The client is sending the body "I am a checksum" also 100 has
not
been
issued, but 307. I have expected the client to follow the
redirect
and
retry. The request fails at the end because the HTTP entity
has
already
been consumed.
Ideas?
Michael
Hi Micheal
I presume you no longer remember this discussion:
https://issues.apache.org/jira/browse/HTTPCORE-411
HttpClient 5.0 behaves differently compared to 4.x with regards
to
the
expect-continue handshake. What you are seeing is what is
believed
to
be RFC 7230 conformant behavior (not that I am very happy about
it).
What we could do, though, in this particular case is to
disregard
the
spec requirement given that the origin server has signaled its
intention to close the connection after the redirect by sending
`Connection: close` response header.
Nuts, I re-read the issue, but it was about chunked encoding.

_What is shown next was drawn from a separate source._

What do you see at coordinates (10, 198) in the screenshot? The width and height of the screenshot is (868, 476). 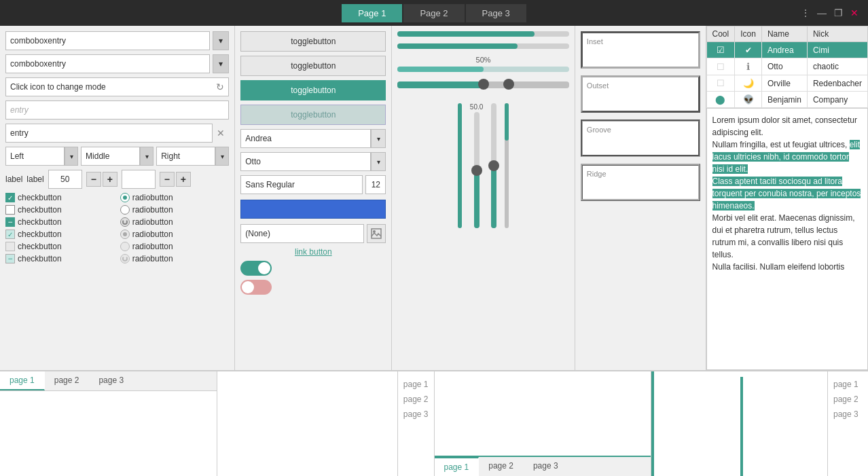 I see `checkbox-1: ✓` at bounding box center [10, 198].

I
did
not
use chunked TE. I have provided a content-length. Morever, the
subject
of that issue refers to RFC 2616.
I don't understand why the body has to be send before the first
status
code is received. rfc7231#section-5.1.1 clearly says:
o A client that sends a 100-continue expectation is not
required to
wait for any specific length of time; such a client MAY
proceed to
send the message body even if it has not yet received a
response.
Furthermore, since 100 (Continue) responses cannot be
sent
through
an HTTP/1.0 intermediary, such a client SHOULD NOT wait
for
an
indefinite period before sending the message body.
It says MAY. So we don't have to send the request body before the
100
status.
Can you point to the spot of the spec which caused the change? I
don't
get it.
I believe that we still can send the body AFTER 100 and are still
compliant. Otherwise expect continue is pointless from my POV and
has
the very same effect as not using it.
Michael
Michael
The client MUST send the request body matching the request head
with
`Content-Length` header in response to 307 status in order to
comply
with the spec. After that the entity is spent and cannot be
repeated.
Please call me stupid, but I would like to read the *MUST* in the
RFC
for that. I still cannot wrap my head around that making this
feature
mostly useless.
I have been saying all along in the course of HTTPCORE-411 argument.
There is no clear statement in RFC 7230 with regards to handling of
request entity during the expect-continue handshake. There is however a
clarification from Roy T Fielding quoted in the ticket.
Based on the current interpretation of RFC 7230 the expect-continue
handshake is pretty much useless for `Content-Length` delimited
requests.
I re-read Roy's answer:
Yes. Either side can choose to close the connection, but the server can't see
another request until it has read past the framing of the first request. Most
servers choose to close the connection if the response is non-2xx because
100-continue is meant to abort the send when it is unwanted.
My understanding is that if the server choses to close the connection,
there is no need to send the request body. So it looks to me that in
this case we can close it and drop the body sending otherwise we need to
send all bytes advertised with "Content-Lenth" even if it is waste...
Moreover, we can freely close the connection in this case avoiding to
lose the HttpEntity as I understand. This could be an client/request
config option.
Can we pick up your idea:
>>> What we could do, though, in this particular case is to
disregard
>>> the
>>> spec requirement given that the origin server has signaled its
>>> intention to close the connection after the redirect by sending
>>> `Connection: close` response header.
and react on the close *before* sending the body even if we have
provided a content length?
We can look into that in 5.1.
Good. Shall I create a ticket for that?